Baton Rouge, LA Pro-life advocates took over control of the Senate legislative agenda and gained pro-life votes in the mid-term election. Next month, they could add to that.
Pro-abortion Louisiana Senator Mary Landrieu survived her state's unique open primary and advanced to a Dec. 7 runoff, but her re-election bid is about to get a lot more attention. Pro-life state elections commissioner Suzanne Haik Terrell will face Landrieu in the runoff and is sure to be on the receiving end of support from pro-life groups and President Bush.
In the Louisiana primary, all candidates regardless of party run at the same time and a candidate must get a simple majority to win. With all precincts reporting, Democrat Landrieu had 572,681 votes, or 46 percent, and Republican Terrell got 339,045 votes, or 27 percent.
However, two other Republicans, Rep. John Cooksey and state Rep. Tony Perkins, polled 24 percent combined. Terrell is expected to receive support from most of those voters which, combined with the energy and excitement in the pro-life community following last week's elections, could be enough to help her win a close election.
Terrell said her pro-life position is crystal clear.
“I am a practicing Catholic, and I abide by the tenets of my church,” she said. “And while I respect other churches and other religions and other feelings and other positions, I am pro-life, I am a Catholic and it's as simple as that.”
“I have always been and will always be pro-life,” she said.
Terrell was faced with a situation that prompts some women to have abortions when a physician told her that she was pregnant with a child who could have birth defects. She chose “to have the child that God gave me.”
Terrell said the pro-life movement needs her in Washington, because there is only one other pro-life woman in the Senate.
America's pro-choice culture won't change without “pro-life women making the case,” she said.
Meanwhile, Senator Landrieu has taken a pro-abortion position since her first election.
In 1999, Landrieu voted twice in favor of a resolution endorsing the Roe v. Wade Supreme Court decision that legalized unlimited abortion. She has voted to use taxpayer funds to pay for abortions performed on women in the military and in the health insurance plans of federal employees.
Landrieu also voted against an amendment to require detailed reporting on transactions involving the body parts of babies killed by abortion. Certain firms collect and sell such “fetal tissue” and organs to some unethical medical researchers.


→ ASSIGNED TASK
As you reproduce every line below, keep it exactly as written and leave out the images.
★ ★ ★ ★ ★ ★ ★
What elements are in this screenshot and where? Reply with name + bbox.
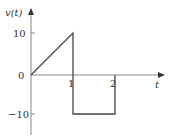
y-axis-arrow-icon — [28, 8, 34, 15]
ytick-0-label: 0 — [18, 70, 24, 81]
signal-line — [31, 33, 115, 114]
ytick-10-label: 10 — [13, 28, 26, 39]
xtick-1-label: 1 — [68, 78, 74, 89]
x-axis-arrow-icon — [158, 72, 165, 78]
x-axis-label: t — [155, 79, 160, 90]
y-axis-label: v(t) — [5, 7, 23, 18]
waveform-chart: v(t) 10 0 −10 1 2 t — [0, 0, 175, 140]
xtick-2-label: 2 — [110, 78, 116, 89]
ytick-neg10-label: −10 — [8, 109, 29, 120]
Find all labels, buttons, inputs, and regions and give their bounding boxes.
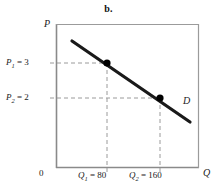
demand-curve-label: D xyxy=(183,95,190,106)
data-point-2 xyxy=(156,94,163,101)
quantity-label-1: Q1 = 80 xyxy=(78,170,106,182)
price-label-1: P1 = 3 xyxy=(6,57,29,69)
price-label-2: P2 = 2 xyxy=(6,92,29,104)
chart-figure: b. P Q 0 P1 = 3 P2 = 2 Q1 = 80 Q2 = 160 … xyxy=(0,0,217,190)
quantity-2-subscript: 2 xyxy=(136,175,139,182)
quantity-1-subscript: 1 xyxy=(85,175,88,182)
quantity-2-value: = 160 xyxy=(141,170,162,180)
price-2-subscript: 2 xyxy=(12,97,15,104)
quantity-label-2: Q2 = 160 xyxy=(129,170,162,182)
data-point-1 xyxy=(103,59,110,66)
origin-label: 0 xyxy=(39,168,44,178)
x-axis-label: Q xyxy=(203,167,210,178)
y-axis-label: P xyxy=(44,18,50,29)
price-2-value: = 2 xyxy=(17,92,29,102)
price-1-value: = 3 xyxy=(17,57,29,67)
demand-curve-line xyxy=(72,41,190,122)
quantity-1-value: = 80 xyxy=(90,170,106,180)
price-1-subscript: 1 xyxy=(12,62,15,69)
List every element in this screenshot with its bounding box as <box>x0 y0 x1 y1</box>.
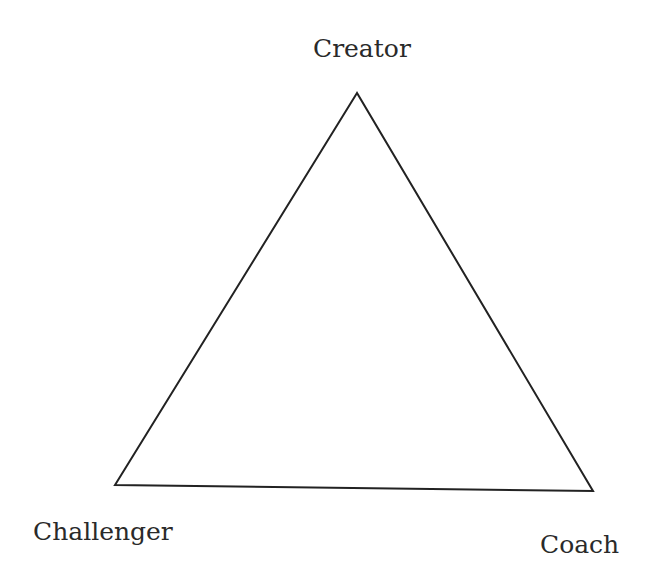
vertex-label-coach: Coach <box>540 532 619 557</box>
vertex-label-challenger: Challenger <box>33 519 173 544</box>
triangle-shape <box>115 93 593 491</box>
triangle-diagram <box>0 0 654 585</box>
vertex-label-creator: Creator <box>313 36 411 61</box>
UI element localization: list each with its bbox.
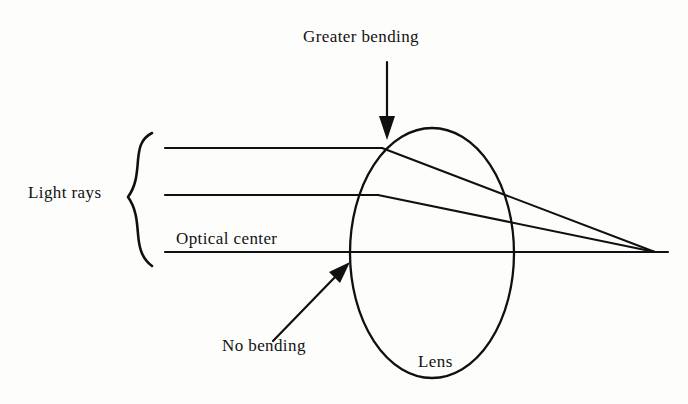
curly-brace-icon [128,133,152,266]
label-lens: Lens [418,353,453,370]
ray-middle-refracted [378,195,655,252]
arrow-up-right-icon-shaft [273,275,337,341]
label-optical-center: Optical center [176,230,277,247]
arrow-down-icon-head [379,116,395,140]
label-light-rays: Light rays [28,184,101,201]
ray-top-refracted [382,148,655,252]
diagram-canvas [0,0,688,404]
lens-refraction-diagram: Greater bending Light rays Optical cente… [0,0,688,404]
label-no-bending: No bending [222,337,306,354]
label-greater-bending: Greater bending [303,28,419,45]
★ ★ ★ ★ ★ ★ ★
→ ANSWER SPACE
What elements are in this screenshot and where? Reply with name + bbox.
y-axis-arrow-icon — [28, 8, 34, 15]
ytick-0-label: 0 — [18, 70, 24, 81]
signal-line — [31, 33, 115, 114]
ytick-10-label: 10 — [13, 28, 26, 39]
xtick-1-label: 1 — [68, 78, 74, 89]
x-axis-arrow-icon — [158, 72, 165, 78]
x-axis-label: t — [155, 79, 160, 90]
y-axis-label: v(t) — [5, 7, 23, 18]
waveform-chart: v(t) 10 0 −10 1 2 t — [0, 0, 175, 140]
xtick-2-label: 2 — [110, 78, 116, 89]
ytick-neg10-label: −10 — [8, 109, 29, 120]
Find all labels, buttons, inputs, and regions and give their bounding boxes.
demand-curve-label: D xyxy=(183,95,190,106)
data-point-2 xyxy=(156,94,163,101)
quantity-label-1: Q1 = 80 xyxy=(78,170,106,182)
price-label-1: P1 = 3 xyxy=(6,57,29,69)
price-label-2: P2 = 2 xyxy=(6,92,29,104)
chart-figure: b. P Q 0 P1 = 3 P2 = 2 Q1 = 80 Q2 = 160 … xyxy=(0,0,217,190)
quantity-2-subscript: 2 xyxy=(136,175,139,182)
quantity-1-subscript: 1 xyxy=(85,175,88,182)
quantity-2-value: = 160 xyxy=(141,170,162,180)
price-2-subscript: 2 xyxy=(12,97,15,104)
quantity-label-2: Q2 = 160 xyxy=(129,170,162,182)
data-point-1 xyxy=(103,59,110,66)
origin-label: 0 xyxy=(39,168,44,178)
x-axis-label: Q xyxy=(203,167,210,178)
y-axis-label: P xyxy=(44,18,50,29)
price-2-value: = 2 xyxy=(17,92,29,102)
price-1-value: = 3 xyxy=(17,57,29,67)
demand-curve-line xyxy=(72,41,190,122)
quantity-1-value: = 80 xyxy=(90,170,106,180)
price-1-subscript: 1 xyxy=(12,62,15,69)
List every element in this screenshot with its bounding box as <box>x0 y0 x1 y1</box>.
vertex-label-coach: Coach <box>540 532 619 557</box>
vertex-label-challenger: Challenger <box>33 519 173 544</box>
triangle-shape <box>115 93 593 491</box>
triangle-diagram <box>0 0 654 585</box>
vertex-label-creator: Creator <box>313 36 411 61</box>
UI element localization: list each with its bbox.
curly-brace-icon [128,133,152,266]
label-lens: Lens [418,353,453,370]
ray-middle-refracted [378,195,655,252]
arrow-up-right-icon-shaft [273,275,337,341]
label-optical-center: Optical center [176,230,277,247]
arrow-down-icon-head [379,116,395,140]
label-light-rays: Light rays [28,184,101,201]
ray-top-refracted [382,148,655,252]
diagram-canvas [0,0,688,404]
lens-refraction-diagram: Greater bending Light rays Optical cente… [0,0,688,404]
label-no-bending: No bending [222,337,306,354]
label-greater-bending: Greater bending [303,28,419,45]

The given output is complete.